The Met Office and the organisers are keen to ensure that the teams’ hard work during the hackathon doesn’t just disappear after the event, never to be seen again. To that end, we’re asking every team to produce some kind of output that can be stored on the hackathon website for anyone to look at and possibly reuse. This might take the form of code, a report, or a visualisation - it depends on the project. At the end of the hackathon, all teams should submit their project outputs to the organisers by 1pm on Friday June 4th.

On Friday afternoon, each team will give a five-minute presentation explaining the outputs from their project (this can be submitted as a pre-recorded video if you prefer, although please make sure someone from the team attends the presentation session to answer any questions from the judges!)

The judges will evaluate each team based on the following five criteria:

Quality of the project output

  • did the team deploy the projections in a scientifically valid way?
  • is the project output easy to understand for other users? (eg. is code clearly commented? Are visualisations labelled and captioned so that anyone can understand what they show?)

Quality of the presentation

  • does the presentation clearly explain the question posed, the results of the project, and how the two are related?
  • is the presentation easy to follow? (remember: you’re presenting to a mixture of disciplines and levels)

Novelty

  • did the team combine data or methods in interesting ways?
  • did the team investigate beyond the short question posed in the project brief?

Interdisciplinary insights

  • did the team combine expertise from different subject areas to gain new insights?
  • have the team members learned anything from each other?

Teamwork

Each team will be visited at least once by one of the judges during the hackathon. The main purpose of this visit will be to check that all teams are able to make progress and to give an opportunity to ask for help and guidance. We shall also be checking that all participants enjoying what they’re working on. This criteria not penalise groups asking for help, but rather will assess:

  • did all team members contribute to the project?
  • if any problems arose, how were they resolved?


— WHAT THE EXERCISE ASKS —
Every entry below needs to be repeated exactly.

— AVAILABLE RECORDS —

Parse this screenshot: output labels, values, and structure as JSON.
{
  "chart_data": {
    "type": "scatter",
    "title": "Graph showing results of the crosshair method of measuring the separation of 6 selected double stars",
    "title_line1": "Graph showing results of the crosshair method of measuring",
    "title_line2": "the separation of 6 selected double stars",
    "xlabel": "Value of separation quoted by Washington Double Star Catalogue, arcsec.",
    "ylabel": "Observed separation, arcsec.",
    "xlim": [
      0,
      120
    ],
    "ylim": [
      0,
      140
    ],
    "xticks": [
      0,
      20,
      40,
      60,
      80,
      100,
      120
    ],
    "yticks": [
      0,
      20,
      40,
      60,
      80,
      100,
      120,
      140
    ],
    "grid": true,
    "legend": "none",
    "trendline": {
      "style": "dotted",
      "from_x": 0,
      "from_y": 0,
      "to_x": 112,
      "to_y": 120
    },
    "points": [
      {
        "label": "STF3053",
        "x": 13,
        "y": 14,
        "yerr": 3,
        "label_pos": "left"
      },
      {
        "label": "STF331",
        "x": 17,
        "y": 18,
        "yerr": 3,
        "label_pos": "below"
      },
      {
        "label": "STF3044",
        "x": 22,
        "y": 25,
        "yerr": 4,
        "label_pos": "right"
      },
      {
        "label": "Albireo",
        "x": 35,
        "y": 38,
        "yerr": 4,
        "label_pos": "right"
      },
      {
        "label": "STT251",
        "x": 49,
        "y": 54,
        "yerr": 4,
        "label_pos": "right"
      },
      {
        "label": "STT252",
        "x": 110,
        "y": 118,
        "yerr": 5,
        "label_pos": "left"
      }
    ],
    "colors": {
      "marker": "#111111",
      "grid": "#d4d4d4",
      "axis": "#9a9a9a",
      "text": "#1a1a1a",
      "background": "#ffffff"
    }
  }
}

— TASK RESPONSE —
Parse this screenshot: output labels, values, and structure as JSON.
{
  "chart_data": {
    "type": "scatter",
    "title": "Graph showing results of the crosshair method of measuring the separation of 6 selected double stars",
    "title_line1": "Graph showing results of the crosshair method of measuring",
    "title_line2": "the separation of 6 selected double stars",
    "xlabel": "Value of separation quoted by Washington Double Star Catalogue, arcsec.",
    "ylabel": "Observed separation, arcsec.",
    "xlim": [
      0,
      120
    ],
    "ylim": [
      0,
      140
    ],
    "xticks": [
      0,
      20,
      40,
      60,
      80,
      100,
      120
    ],
    "yticks": [
      0,
      20,
      40,
      60,
      80,
      100,
      120,
      140
    ],
    "grid": true,
    "legend": "none",
    "trendline": {
      "style": "dotted",
      "from_x": 0,
      "from_y": 0,
      "to_x": 112,
      "to_y": 120
    },
    "points": [
      {
        "label": "STF3053",
        "x": 13,
        "y": 14,
        "yerr": 3,
        "label_pos": "left"
      },
      {
        "label": "STF331",
        "x": 17,
        "y": 18,
        "yerr": 3,
        "label_pos": "below"
      },
      {
        "label": "STF3044",
        "x": 22,
        "y": 25,
        "yerr": 4,
        "label_pos": "right"
      },
      {
        "label": "Albireo",
        "x": 35,
        "y": 38,
        "yerr": 4,
        "label_pos": "right"
      },
      {
        "label": "STT251",
        "x": 49,
        "y": 54,
        "yerr": 4,
        "label_pos": "right"
      },
      {
        "label": "STT252",
        "x": 110,
        "y": 118,
        "yerr": 5,
        "label_pos": "left"
      }
    ],
    "colors": {
      "marker": "#111111",
      "grid": "#d4d4d4",
      "axis": "#9a9a9a",
      "text": "#1a1a1a",
      "background": "#ffffff"
    }
  }
}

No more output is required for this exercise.